A long time ago, I had a look at Calibre to organize my e-books, but chose not to use it mainly because of one issue: Calibre uses its own directory structure to organize its e-books (library/author/title (id)
), and also renames the files accordingly (truncated title - author.extension
).
How should I ever find a book again, I thought, if the tool ignores my structure of sorting files? After all, I already created some kind of order on my file system, so that I should know where my books are.
Well, in the course of cleaning up a soon-to-be shut-down machine, I noticed that my e-book collection instead was really a huge mess, spread over several machines, discs, and directories, full of duplicates and copies – recognizable by file name or file size.
So, let’s throw it all on Calibre.
The nice thing about Calibre is that it stores its metadata not in the e-books, but in a local SQLite database and a metadata.opf
OPF file for every book.
Also, using tags to organize books is more flexible and powerful as compared to the tree-like directory hierarchy of traditional file systems.
Still, I wanted to keep the original filename of any catalogued e-book, so I added the GetFileName plugin which automatically adds the original filename in a separate user-defined column.
To keep track of all the books I always wanted to read, and those I have already read, I installed the Reading List plugin.
Since Calibre warns you if you want to import a book already imported, and I always ignore those warnings, a lot of duplicates are going to end up in my e-book library. That’s where the Find Duplicates plugin is going to be helpful in the future.
Until then, a generic [todo]
tag adorns all my Calibre books until the metadata is cleaned up.
Though still early in my book-cataloguing adventure, I already stumble across problems I still need to figure out.
- How do you handle different spellings of an author’s name (plain name, with middle initial, with middle name) or pseudonyms?
- How do you import HTML books spread over several pages?
- How do you handle e-books split into chapter-wise PDFs?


Exercise:
Look through the material below for "exponential". Copy every line that contains it.

▼

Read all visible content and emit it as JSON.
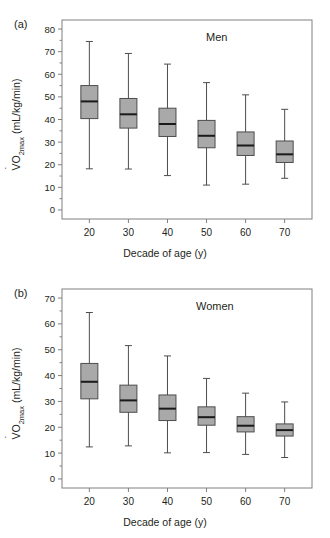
{
  "figure": {
    "width": 330,
    "height": 538,
    "background": "#ffffff",
    "box_fill": "#a9a9a9",
    "box_stroke": "#4d4d4d",
    "axis_color": "#808080",
    "text_color": "#231f20"
  },
  "panels": [
    {
      "key": "a",
      "label": "(a)",
      "group": "Men",
      "ylabel_prefix": "VO",
      "ylabel_sub": "2max",
      "ylabel_suffix": " (mL/kg/min)",
      "ylabel_full": "VO2max (mL/kg/min)",
      "xlabel": "Decade of age (y)",
      "chart_data": {
        "type": "box",
        "title": "Men",
        "xlabel": "Decade of age (y)",
        "ylabel": "VO2max (mL/kg/min)",
        "categories": [
          "20",
          "30",
          "40",
          "50",
          "60",
          "70"
        ],
        "xticklabels": [
          "20",
          "30",
          "40",
          "50",
          "60",
          "70"
        ],
        "yticklabels": [
          "0",
          "10",
          "20",
          "30",
          "40",
          "50",
          "60",
          "70",
          "80"
        ],
        "yticks": [
          0,
          10,
          20,
          30,
          40,
          50,
          60,
          70,
          80
        ],
        "ylim": [
          -4,
          84
        ],
        "xlim": [
          13,
          77
        ],
        "grid": false,
        "legend": false,
        "boxes": [
          {
            "category": "20",
            "x": 20,
            "whisker_low": 18.2,
            "q1": 40.4,
            "median": 48.0,
            "q3": 55.0,
            "whisker_high": 74.5
          },
          {
            "category": "30",
            "x": 30,
            "whisker_low": 18.1,
            "q1": 36.2,
            "median": 42.3,
            "q3": 49.3,
            "whisker_high": 69.2
          },
          {
            "category": "40",
            "x": 40,
            "whisker_low": 15.2,
            "q1": 32.5,
            "median": 38.0,
            "q3": 45.0,
            "whisker_high": 64.5
          },
          {
            "category": "50",
            "x": 50,
            "whisker_low": 11.0,
            "q1": 27.5,
            "median": 32.8,
            "q3": 39.6,
            "whisker_high": 56.3
          },
          {
            "category": "60",
            "x": 60,
            "whisker_low": 11.4,
            "q1": 24.1,
            "median": 28.5,
            "q3": 34.5,
            "whisker_high": 50.9
          },
          {
            "category": "70",
            "x": 70,
            "whisker_low": 14.0,
            "q1": 21.0,
            "median": 24.6,
            "q3": 30.5,
            "whisker_high": 44.5
          }
        ]
      }
    },
    {
      "key": "b",
      "label": "(b)",
      "group": "Women",
      "ylabel_prefix": "VO",
      "ylabel_sub": "2max",
      "ylabel_suffix": " (mL/kg/min)",
      "ylabel_full": "VO2max (mL/kg/min)",
      "xlabel": "Decade of age (y)",
      "chart_data": {
        "type": "box",
        "title": "Women",
        "xlabel": "Decade of age (y)",
        "ylabel": "VO2max (mL/kg/min)",
        "categories": [
          "20",
          "30",
          "40",
          "50",
          "60",
          "70"
        ],
        "xticklabels": [
          "20",
          "30",
          "40",
          "50",
          "60",
          "70"
        ],
        "yticklabels": [
          "0",
          "10",
          "20",
          "30",
          "40",
          "50",
          "60",
          "70"
        ],
        "yticks": [
          0,
          10,
          20,
          30,
          40,
          50,
          60,
          70
        ],
        "ylim": [
          -3.5,
          73.5
        ],
        "xlim": [
          13,
          77
        ],
        "grid": false,
        "legend": false,
        "boxes": [
          {
            "category": "20",
            "x": 20,
            "whisker_low": 12.4,
            "q1": 31.0,
            "median": 37.6,
            "q3": 44.7,
            "whisker_high": 64.4
          },
          {
            "category": "30",
            "x": 30,
            "whisker_low": 12.8,
            "q1": 25.8,
            "median": 30.4,
            "q3": 36.3,
            "whisker_high": 51.6
          },
          {
            "category": "40",
            "x": 40,
            "whisker_low": 10.1,
            "q1": 22.6,
            "median": 27.2,
            "q3": 32.5,
            "whisker_high": 47.6
          },
          {
            "category": "50",
            "x": 50,
            "whisker_low": 10.2,
            "q1": 20.8,
            "median": 23.9,
            "q3": 27.9,
            "whisker_high": 38.9
          },
          {
            "category": "60",
            "x": 60,
            "whisker_low": 9.5,
            "q1": 18.2,
            "median": 20.6,
            "q3": 24.1,
            "whisker_high": 33.2
          },
          {
            "category": "70",
            "x": 70,
            "whisker_low": 8.3,
            "q1": 16.6,
            "median": 18.9,
            "q3": 21.3,
            "whisker_high": 29.8
          }
        ]
      }
    }
  ]
}
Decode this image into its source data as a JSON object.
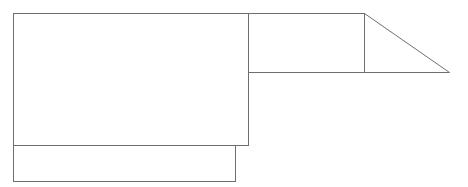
{
  "diagram": {
    "stroke_color": "#6e6e6e",
    "background": "#ffffff",
    "shapes": [
      {
        "id": "main-rect",
        "type": "rect",
        "x": 13,
        "y": 13,
        "w": 235,
        "h": 132
      },
      {
        "id": "bottom-rect",
        "type": "rect",
        "x": 13,
        "y": 145,
        "w": 222,
        "h": 36
      },
      {
        "id": "right-rect",
        "type": "rect",
        "x": 248,
        "y": 13,
        "w": 116,
        "h": 59
      },
      {
        "id": "triangle",
        "type": "polygon",
        "points": "364,13 449,72 364,72"
      }
    ]
  }
}
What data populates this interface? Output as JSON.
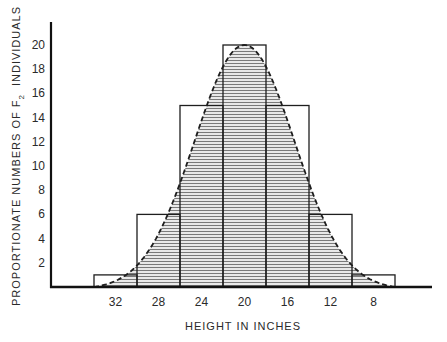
{
  "chart_data": {
    "type": "bar",
    "subtype": "histogram-with-normal-curve",
    "title": "",
    "xlabel": "HEIGHT IN INCHES",
    "ylabel": "PROPORTIONATE NUMBERS OF F2 INDIVIDUALS",
    "ylabel_parts": {
      "main": "PROPORTIONATE NUMBERS OF F",
      "subscript": "2",
      "tail": "INDIVIDUALS"
    },
    "categories": [
      "32",
      "28",
      "24",
      "20",
      "16",
      "12",
      "8"
    ],
    "values": [
      1,
      6,
      15,
      20,
      15,
      6,
      1
    ],
    "yticks": [
      2,
      4,
      6,
      8,
      10,
      12,
      14,
      16,
      18,
      20
    ],
    "ylim": [
      0,
      22
    ],
    "grid": false,
    "legend": null,
    "overlay": {
      "type": "normal-curve",
      "style": "dashed",
      "fill": "horizontal-hatch",
      "peak": 20
    }
  }
}
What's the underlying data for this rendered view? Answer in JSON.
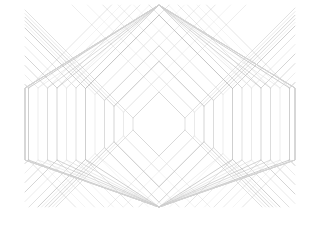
{
  "artwork": {
    "title": "Concentric Hexagon Line Pattern",
    "type": "generative-line-art",
    "canvas": {
      "width": 318,
      "height": 233,
      "background": "#ffffff"
    },
    "frame": {
      "left": 25,
      "top": 5,
      "right": 295,
      "bottom": 207
    },
    "center": {
      "x": 159,
      "y": 124
    },
    "stroke": {
      "color": "#c9c9c9",
      "color_light": "#dedede",
      "color_dark": "#b4b4b4",
      "width": 0.7
    },
    "geometry": {
      "shape": "hexagon",
      "ring_count": 17,
      "ring_step_px": 9.5,
      "diagonal_angle_deg": 45,
      "side_vertical_half_height": 36,
      "description": "Concentric hexagons with 45-degree diagonal upper and lower edges joined by vertical left and right edges. Each ring's diagonals are extended as straight rays to the frame boundary, producing a crosshatch moire band above the top vertices."
    },
    "innermost_ring": {
      "half_width": 26,
      "half_height_total": 20
    },
    "crosshatch_band": {
      "x_start": 100,
      "x_end": 220,
      "y_start": 5,
      "y_end": 85,
      "note": "Region where left-leaning and right-leaning extended diagonals overlap"
    }
  }
}
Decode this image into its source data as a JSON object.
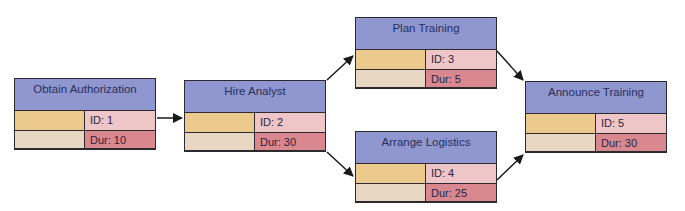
{
  "diagram": {
    "type": "network-diagram",
    "colors": {
      "header": "#9096d0",
      "cell_tan": "#ecca8e",
      "cell_beige": "#e8d8c3",
      "cell_pink": "#efc6c7",
      "cell_rose": "#d9888f",
      "border": "#2c2a2e"
    },
    "nodes": [
      {
        "name": "Obtain Authorization",
        "id": "ID: 1",
        "dur": "Dur: 10"
      },
      {
        "name": "Hire Analyst",
        "id": "ID: 2",
        "dur": "Dur: 30"
      },
      {
        "name": "Plan Training",
        "id": "ID: 3",
        "dur": "Dur: 5"
      },
      {
        "name": "Arrange Logistics",
        "id": "ID: 4",
        "dur": "Dur: 25"
      },
      {
        "name": "Announce Training",
        "id": "ID: 5",
        "dur": "Dur: 30"
      }
    ],
    "edges": [
      {
        "from": "1",
        "to": "2"
      },
      {
        "from": "2",
        "to": "3"
      },
      {
        "from": "2",
        "to": "4"
      },
      {
        "from": "3",
        "to": "5"
      },
      {
        "from": "4",
        "to": "5"
      }
    ]
  }
}
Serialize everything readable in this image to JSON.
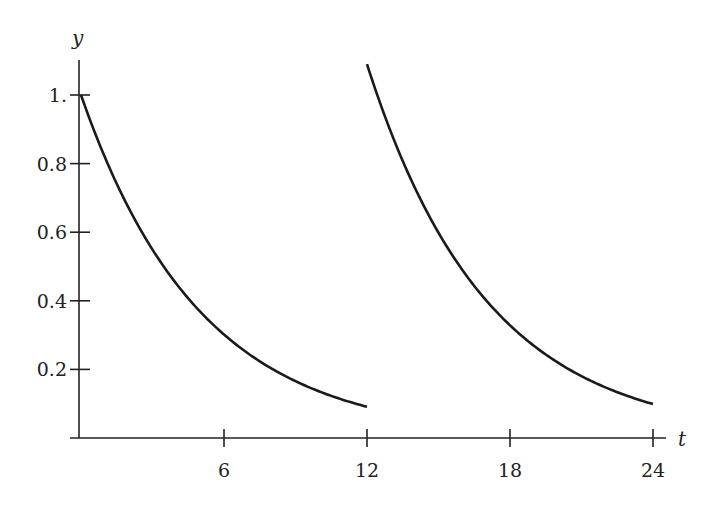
{
  "chart_data": {
    "type": "line",
    "title": "",
    "xlabel": "t",
    "ylabel": "y",
    "xlim": [
      0,
      24
    ],
    "ylim": [
      0,
      1.1
    ],
    "x_ticks": [
      6,
      12,
      18,
      24
    ],
    "x_tick_labels": [
      "6",
      "12",
      "18",
      "24"
    ],
    "y_ticks": [
      0.2,
      0.4,
      0.6,
      0.8,
      1.0
    ],
    "y_tick_labels": [
      "0.2",
      "0.4",
      "0.6",
      "0.8",
      "1."
    ],
    "grid": false,
    "legend": null,
    "series": [
      {
        "name": "segment-1",
        "description": "exponential decay y = e^(-0.2 t), 0 <= t <= 12",
        "x": [
          0,
          2,
          4,
          6,
          8,
          10,
          12
        ],
        "y": [
          1.0,
          0.67,
          0.449,
          0.301,
          0.202,
          0.135,
          0.091
        ]
      },
      {
        "name": "segment-2",
        "description": "exponential decay after second dose y = 1.09 e^(-0.2 (t-12)), 12 <= t <= 24",
        "x": [
          12,
          14,
          16,
          18,
          20,
          22,
          24
        ],
        "y": [
          1.09,
          0.731,
          0.49,
          0.328,
          0.22,
          0.147,
          0.099
        ]
      }
    ]
  }
}
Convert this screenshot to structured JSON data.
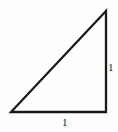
{
  "figure": {
    "kind": "geometry-diagram",
    "canvas": {
      "width": 118,
      "height": 132
    },
    "background_color": "#fefefe",
    "stroke_color": "#1a1a1a",
    "stroke_width": 2.3,
    "shape": {
      "name": "right-triangle",
      "vertices": [
        {
          "name": "apex",
          "x": 106,
          "y": 11
        },
        {
          "name": "bottom-left",
          "x": 11,
          "y": 112
        },
        {
          "name": "bottom-right",
          "x": 106,
          "y": 112
        }
      ],
      "right_angle_at": "bottom-right"
    },
    "labels": {
      "vertical_leg": "1",
      "horizontal_leg": "1"
    }
  }
}
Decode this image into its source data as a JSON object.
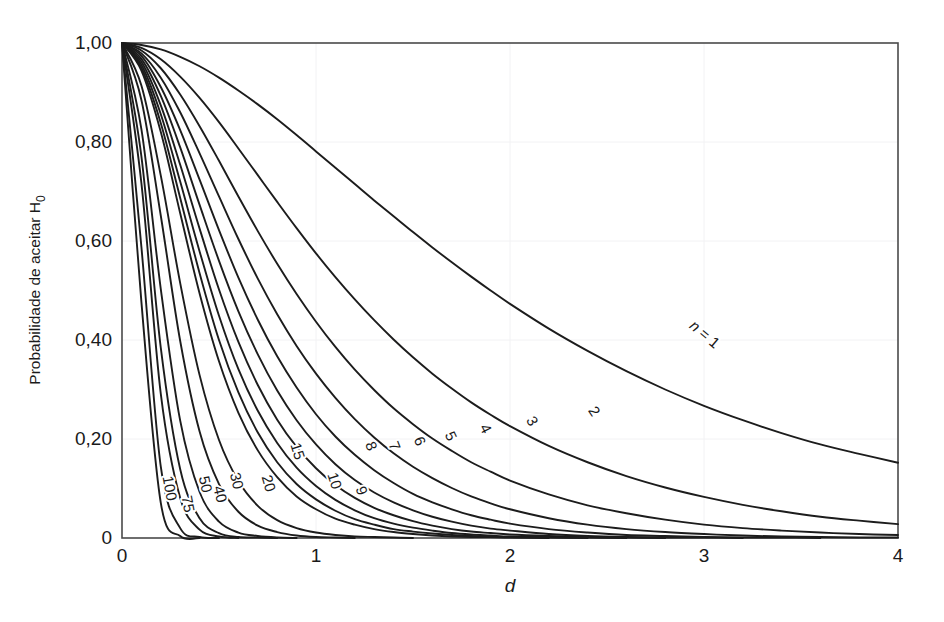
{
  "chart_data": {
    "type": "line",
    "title": "",
    "subtitle": "",
    "xlabel": "d",
    "ylabel": "Probabilidade de aceitar H",
    "ylabel_subscript": "0",
    "xlim": [
      0,
      4
    ],
    "ylim": [
      0,
      1
    ],
    "grid": true,
    "legend_position": "inline-curve-labels",
    "x_ticks": [
      "0",
      "1",
      "2",
      "3",
      "4"
    ],
    "x_tick_values": [
      0,
      1,
      2,
      3,
      4
    ],
    "y_ticks": [
      "0",
      "0,20",
      "0,40",
      "0,60",
      "0,80",
      "1,00"
    ],
    "y_tick_values": [
      0,
      0.2,
      0.4,
      0.6,
      0.8,
      1.0
    ],
    "x_sample": [
      0,
      0.1,
      0.2,
      0.3,
      0.4,
      0.5,
      0.6,
      0.7,
      0.8,
      0.9,
      1.0,
      1.1,
      1.2,
      1.3,
      1.4,
      1.5,
      1.6,
      1.7,
      1.8,
      1.9,
      2.0,
      2.2,
      2.4,
      2.6,
      2.8,
      3.0,
      3.2,
      3.4,
      3.6,
      3.8,
      4.0
    ],
    "series": [
      {
        "name": "n = 1",
        "label": "n = 1",
        "n": 1,
        "label_x": 3.0,
        "label_y": 0.41,
        "label_rotation": 40,
        "values": [
          1.0,
          0.996,
          0.987,
          0.972,
          0.953,
          0.93,
          0.904,
          0.876,
          0.846,
          0.814,
          0.781,
          0.748,
          0.715,
          0.682,
          0.65,
          0.618,
          0.587,
          0.557,
          0.528,
          0.5,
          0.473,
          0.423,
          0.378,
          0.337,
          0.3,
          0.267,
          0.238,
          0.212,
          0.189,
          0.17,
          0.152
        ]
      },
      {
        "name": "2",
        "label": "2",
        "n": 2,
        "label_x": 2.43,
        "label_y": 0.255,
        "label_rotation": 57,
        "values": [
          1.0,
          0.99,
          0.967,
          0.932,
          0.889,
          0.84,
          0.787,
          0.733,
          0.679,
          0.626,
          0.575,
          0.527,
          0.482,
          0.44,
          0.401,
          0.365,
          0.332,
          0.302,
          0.274,
          0.249,
          0.226,
          0.186,
          0.153,
          0.125,
          0.102,
          0.083,
          0.067,
          0.054,
          0.043,
          0.035,
          0.028
        ]
      },
      {
        "name": "3",
        "label": "3",
        "n": 3,
        "label_x": 2.11,
        "label_y": 0.235,
        "label_rotation": 60,
        "values": [
          1.0,
          0.985,
          0.949,
          0.896,
          0.832,
          0.762,
          0.69,
          0.62,
          0.554,
          0.493,
          0.437,
          0.386,
          0.34,
          0.299,
          0.262,
          0.23,
          0.201,
          0.176,
          0.153,
          0.134,
          0.116,
          0.088,
          0.066,
          0.05,
          0.037,
          0.027,
          0.02,
          0.015,
          0.011,
          0.008,
          0.006
        ]
      },
      {
        "name": "4",
        "label": "4",
        "n": 4,
        "label_x": 1.87,
        "label_y": 0.22,
        "label_rotation": 63,
        "values": [
          1.0,
          0.979,
          0.93,
          0.86,
          0.777,
          0.69,
          0.604,
          0.524,
          0.452,
          0.388,
          0.332,
          0.283,
          0.24,
          0.203,
          0.171,
          0.144,
          0.121,
          0.101,
          0.084,
          0.07,
          0.058,
          0.04,
          0.027,
          0.018,
          0.012,
          0.008,
          0.005,
          0.003,
          0.002,
          0.001,
          0.001
        ]
      },
      {
        "name": "5",
        "label": "5",
        "n": 5,
        "label_x": 1.69,
        "label_y": 0.205,
        "label_rotation": 65,
        "values": [
          1.0,
          0.974,
          0.911,
          0.824,
          0.724,
          0.622,
          0.526,
          0.441,
          0.367,
          0.304,
          0.25,
          0.205,
          0.168,
          0.137,
          0.111,
          0.089,
          0.072,
          0.058,
          0.046,
          0.037,
          0.029,
          0.018,
          0.011,
          0.006,
          0.004,
          0.002,
          0.001,
          0.001,
          0.0,
          0.0,
          0.0
        ]
      },
      {
        "name": "6",
        "label": "6",
        "n": 6,
        "label_x": 1.53,
        "label_y": 0.195,
        "label_rotation": 67,
        "values": [
          1.0,
          0.968,
          0.893,
          0.789,
          0.673,
          0.56,
          0.458,
          0.371,
          0.298,
          0.238,
          0.189,
          0.149,
          0.117,
          0.092,
          0.072,
          0.056,
          0.043,
          0.033,
          0.025,
          0.019,
          0.015,
          0.008,
          0.004,
          0.002,
          0.001,
          0.001,
          0.0,
          0.0,
          0.0,
          0.0,
          0.0
        ]
      },
      {
        "name": "7",
        "label": "7",
        "n": 7,
        "label_x": 1.4,
        "label_y": 0.185,
        "label_rotation": 68,
        "values": [
          1.0,
          0.962,
          0.874,
          0.754,
          0.625,
          0.502,
          0.396,
          0.309,
          0.239,
          0.184,
          0.141,
          0.107,
          0.081,
          0.061,
          0.046,
          0.034,
          0.025,
          0.018,
          0.013,
          0.01,
          0.007,
          0.004,
          0.002,
          0.001,
          0.0,
          0.0,
          0.0,
          0.0,
          0.0,
          0.0,
          0.0
        ]
      },
      {
        "name": "8",
        "label": "8",
        "n": 8,
        "label_x": 1.28,
        "label_y": 0.185,
        "label_rotation": 69,
        "values": [
          1.0,
          0.956,
          0.856,
          0.72,
          0.579,
          0.449,
          0.341,
          0.257,
          0.192,
          0.142,
          0.105,
          0.077,
          0.056,
          0.04,
          0.029,
          0.021,
          0.015,
          0.01,
          0.007,
          0.005,
          0.003,
          0.002,
          0.001,
          0.0,
          0.0,
          0.0,
          0.0,
          0.0,
          0.0,
          0.0,
          0.0
        ]
      },
      {
        "name": "9",
        "label": "9",
        "n": 9,
        "label_x": 1.23,
        "label_y": 0.095,
        "label_rotation": 72,
        "values": [
          1.0,
          0.95,
          0.838,
          0.687,
          0.535,
          0.4,
          0.294,
          0.213,
          0.153,
          0.109,
          0.078,
          0.055,
          0.038,
          0.027,
          0.018,
          0.013,
          0.009,
          0.006,
          0.004,
          0.003,
          0.002,
          0.001,
          0.0,
          0.0,
          0.0,
          0.0,
          0.0,
          0.0,
          0.0,
          0.0,
          0.0
        ]
      },
      {
        "name": "10",
        "label": "10",
        "n": 10,
        "label_x": 1.09,
        "label_y": 0.115,
        "label_rotation": 72,
        "values": [
          1.0,
          0.944,
          0.82,
          0.656,
          0.494,
          0.357,
          0.253,
          0.177,
          0.123,
          0.084,
          0.058,
          0.039,
          0.027,
          0.018,
          0.012,
          0.008,
          0.005,
          0.003,
          0.002,
          0.002,
          0.001,
          0.0,
          0.0,
          0.0,
          0.0,
          0.0,
          0.0,
          0.0,
          0.0,
          0.0,
          0.0
        ]
      },
      {
        "name": "15",
        "label": "15",
        "n": 15,
        "label_x": 0.9,
        "label_y": 0.175,
        "label_rotation": 72,
        "values": [
          1.0,
          0.914,
          0.732,
          0.515,
          0.329,
          0.198,
          0.115,
          0.065,
          0.036,
          0.02,
          0.011,
          0.006,
          0.003,
          0.002,
          0.001,
          0.0,
          0.0,
          0.0,
          0.0,
          0.0,
          0.0,
          0.0,
          0.0,
          0.0,
          0.0,
          0.0,
          0.0,
          0.0,
          0.0,
          0.0,
          0.0
        ]
      },
      {
        "name": "20",
        "label": "20",
        "n": 20,
        "label_x": 0.75,
        "label_y": 0.11,
        "label_rotation": 74,
        "values": [
          1.0,
          0.885,
          0.651,
          0.398,
          0.215,
          0.109,
          0.053,
          0.025,
          0.012,
          0.005,
          0.002,
          0.001,
          0.0,
          0.0,
          0.0,
          0.0,
          0.0,
          0.0,
          0.0,
          0.0,
          0.0,
          0.0,
          0.0,
          0.0,
          0.0,
          0.0,
          0.0,
          0.0,
          0.0,
          0.0,
          0.0
        ]
      },
      {
        "name": "30",
        "label": "30",
        "n": 30,
        "label_x": 0.585,
        "label_y": 0.115,
        "label_rotation": 76,
        "values": [
          1.0,
          0.826,
          0.503,
          0.237,
          0.093,
          0.033,
          0.011,
          0.004,
          0.001,
          0.0,
          0.0,
          0.0,
          0.0,
          0.0,
          0.0,
          0.0,
          0.0,
          0.0,
          0.0,
          0.0,
          0.0,
          0.0,
          0.0,
          0.0,
          0.0,
          0.0,
          0.0,
          0.0,
          0.0,
          0.0,
          0.0
        ]
      },
      {
        "name": "40",
        "label": "40",
        "n": 40,
        "label_x": 0.5,
        "label_y": 0.088,
        "label_rotation": 77,
        "values": [
          1.0,
          0.771,
          0.384,
          0.139,
          0.04,
          0.01,
          0.002,
          0.001,
          0.0,
          0.0,
          0.0,
          0.0,
          0.0,
          0.0,
          0.0,
          0.0,
          0.0,
          0.0,
          0.0,
          0.0,
          0.0,
          0.0,
          0.0,
          0.0,
          0.0,
          0.0,
          0.0,
          0.0,
          0.0,
          0.0,
          0.0
        ]
      },
      {
        "name": "50",
        "label": "50",
        "n": 50,
        "label_x": 0.425,
        "label_y": 0.108,
        "label_rotation": 78,
        "values": [
          1.0,
          0.717,
          0.291,
          0.081,
          0.017,
          0.003,
          0.0,
          0.0,
          0.0,
          0.0,
          0.0,
          0.0,
          0.0,
          0.0,
          0.0,
          0.0,
          0.0,
          0.0,
          0.0,
          0.0,
          0.0,
          0.0,
          0.0,
          0.0,
          0.0,
          0.0,
          0.0,
          0.0,
          0.0,
          0.0,
          0.0
        ]
      },
      {
        "name": "75",
        "label": "75",
        "n": 75,
        "label_x": 0.335,
        "label_y": 0.068,
        "label_rotation": 79,
        "values": [
          1.0,
          0.588,
          0.144,
          0.02,
          0.002,
          0.0,
          0.0,
          0.0,
          0.0,
          0.0,
          0.0,
          0.0,
          0.0,
          0.0,
          0.0,
          0.0,
          0.0,
          0.0,
          0.0,
          0.0,
          0.0,
          0.0,
          0.0,
          0.0,
          0.0,
          0.0,
          0.0,
          0.0,
          0.0,
          0.0,
          0.0
        ]
      },
      {
        "name": "100",
        "label": "100",
        "n": 100,
        "label_x": 0.24,
        "label_y": 0.1,
        "label_rotation": 80,
        "values": [
          1.0,
          0.477,
          0.071,
          0.004,
          0.0,
          0.0,
          0.0,
          0.0,
          0.0,
          0.0,
          0.0,
          0.0,
          0.0,
          0.0,
          0.0,
          0.0,
          0.0,
          0.0,
          0.0,
          0.0,
          0.0,
          0.0,
          0.0,
          0.0,
          0.0,
          0.0,
          0.0,
          0.0,
          0.0,
          0.0,
          0.0
        ]
      }
    ]
  },
  "colors": {
    "curve": "#1c1c1c",
    "frame": "#4a4a4a",
    "grid": "#f2f2f4",
    "background": "#ffffff",
    "text": "#1a1a1a"
  }
}
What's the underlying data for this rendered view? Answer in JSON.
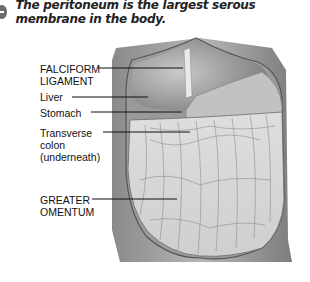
{
  "caption": {
    "icon": "circle-minus-icon",
    "text": "The peritoneum is the largest serous membrane in the body."
  },
  "figure": {
    "labels": [
      {
        "id": "falciform",
        "line1": "FALCIFORM",
        "line2": "LIGAMENT"
      },
      {
        "id": "liver",
        "line1": "Liver"
      },
      {
        "id": "stomach",
        "line1": "Stomach"
      },
      {
        "id": "transverse",
        "line1": "Transverse",
        "line2": "colon",
        "line3": "(underneath)"
      },
      {
        "id": "omentum",
        "line1": "GREATER",
        "line2": "OMENTUM"
      }
    ]
  }
}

▲

Task answer:
        "description": "exponential decay y = e^(-0.2 t), 0 <= t <= 12",
        "description": "exponential decay after second dose y = 1.09 e^(-0.2 (t-12)), 12 <= t <= 24",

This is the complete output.